“NO FOOD FINER”
George’s Diner
Clarkson Diner
If you click for the larger view, you can see a Bell Telephone sign, a Schaefer Beer sign, the name Clarkson, and several blurry pedestrians.
T SIDE and WEST SID
I chose these photographs for the signage and for the fellow who appears to be iceskating his way into the frame.
Chamois chop suey
It’s like something from the world of Julius Knipl, Real Estate Photographer.
Needle & Thread Grill
With spindles, a spinning wheel, and a loom (?) in the window.
Zoom!
I found this photograph by chance (swear), closing my eyes and clicking the mouse. Was the photographer more deliberate, wanting to catch this car in motion? Or did the driver just zoom into the frame?
Kids making the scene
What happened one day on 38th Street: those three kids followed the photographers down (or up) the block. These kids would not be denied, though I doubt that anyone was trying to deny them.
Ladies & Gents Restaurant
In Manhattan, next to the Fat Men’s Shop.
Jack’s Diner
I like seeing a diner wherever there’s space for one.
Recently updated
The House of Pets, now with added mayhem.
Animal house
Walk down Flatbush Avenue from (what I’ve dubbed) the Leaning Tower of Brooklyn, and you woul have found The House of Pets, aka Altman’s Long Island Bird Store. With scenes of animal mayhem.
The Leaning Tower of Brooklyn
The camera angle makes this corner look like the Leaning Tower of Brooklyn, but in truth it’s the tip of an triangle bounded by Flatbush Avenue (to the left), Ashland Place (to the right), and Lafayette Avenue (out of sight).
Recently updated
A photo with an electric delivery-truck. Another Hopper Zippy.
Just some diner?
A diner, a delivery truck, a radio show.
Neon in semi-daylight
4920 New Utrecht Avenue: I chose this photograph for its neon in semi-daylight, vivid in the shadow of the El. The band of light between the El and the buildings looks itself a bit like neon, or at least like fluorescence.
Empire of signs
In Columbus Circle.
Recently updated
A lost Clipper: now with 1950s film footage of the strangely shallow building on Doyers Street.
A lost Clipper
The China Clipper Restaurant and the mysterious disappearance of its owner.
A New Utrecht address
I wonder if anyone who isn’t reading this post knows of the tragedy that visited this address just over a century ago.
Schrafft’s, plural
Looking for the Schrafft’s where my mom and dad may have eaten lunch.
Louis Armstrong’s house
Louis Armstrong was born on August 4, 1901. He and his wife Lucille bought this house in Corona, Queens, in 1943. It was Armstrong’s home for the rest of his life.
Childs
Childs restaurants were once ubiquitous in New York.
Recently updated
Mott Street, in July, now with a passage from The WPA Guide to New York City. And pizza.
Mott Street, in July
With pushcarts.
On old Delancey Street
These storefronts are in fact 191 and 193 Bowery. But let’s imagine them on Delancey Street, nos. 6 and 8.
“Swims clings or crawls”
“If it swims clings or crawls we have it”: Brooklyn signage.
Apples?
A fruit stand on a Manhattan street.
O Pioneer!
The Pioneer Restaurant makes a brief appearance in A.J. Liebling's “Bowery Boom.”
SIGNS
The Half Moon Hotel and other signs.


■ Description of the task
Produce the lines from the one containing "I need the location" through the end of the material exactly as they appear, both ends included, and leave the pictures out.
++++
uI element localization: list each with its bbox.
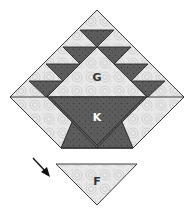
arrow-icon bbox=[33, 158, 50, 177]
label-f: F bbox=[93, 175, 101, 188]
label-k: K bbox=[93, 111, 102, 124]
quilt-block-diagram: G K F bbox=[0, 0, 192, 213]
label-g: G bbox=[92, 71, 101, 84]
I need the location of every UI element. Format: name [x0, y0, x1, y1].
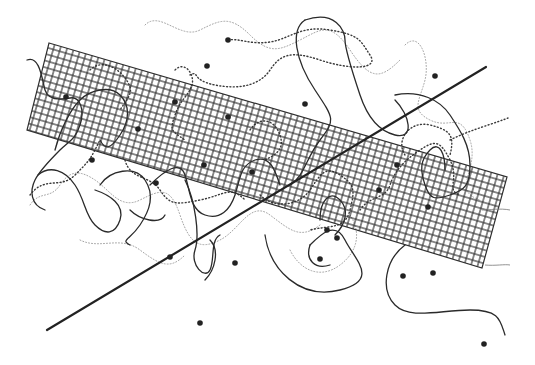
dot — [317, 256, 323, 262]
fontana-mix-artwork — [0, 0, 535, 365]
dot — [302, 101, 308, 107]
dot — [204, 63, 210, 69]
dot — [201, 162, 207, 168]
dot — [432, 73, 438, 79]
dot — [89, 157, 95, 163]
dot — [167, 254, 173, 260]
dot — [225, 37, 231, 43]
dot — [481, 341, 487, 347]
dot — [394, 162, 400, 168]
dot — [63, 94, 69, 100]
dot — [232, 260, 238, 266]
dot — [153, 180, 159, 186]
dot — [430, 270, 436, 276]
dot — [376, 187, 382, 193]
dot — [197, 320, 203, 326]
dot — [425, 204, 431, 210]
dot — [334, 235, 340, 241]
dot — [135, 126, 141, 132]
dot — [249, 169, 255, 175]
dot — [400, 273, 406, 279]
dot — [172, 99, 178, 105]
dot — [324, 227, 330, 233]
dot — [225, 114, 231, 120]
++++
■ Answer space
I need the location of every UI element. Format: name [x0, y0, x1, y1].
dot — [317, 256, 323, 262]
fontana-mix-artwork — [0, 0, 535, 365]
dot — [302, 101, 308, 107]
dot — [204, 63, 210, 69]
dot — [201, 162, 207, 168]
dot — [432, 73, 438, 79]
dot — [89, 157, 95, 163]
dot — [167, 254, 173, 260]
dot — [225, 37, 231, 43]
dot — [481, 341, 487, 347]
dot — [394, 162, 400, 168]
dot — [63, 94, 69, 100]
dot — [232, 260, 238, 266]
dot — [153, 180, 159, 186]
dot — [430, 270, 436, 276]
dot — [376, 187, 382, 193]
dot — [197, 320, 203, 326]
dot — [425, 204, 431, 210]
dot — [334, 235, 340, 241]
dot — [135, 126, 141, 132]
dot — [249, 169, 255, 175]
dot — [400, 273, 406, 279]
dot — [172, 99, 178, 105]
dot — [324, 227, 330, 233]
dot — [225, 114, 231, 120]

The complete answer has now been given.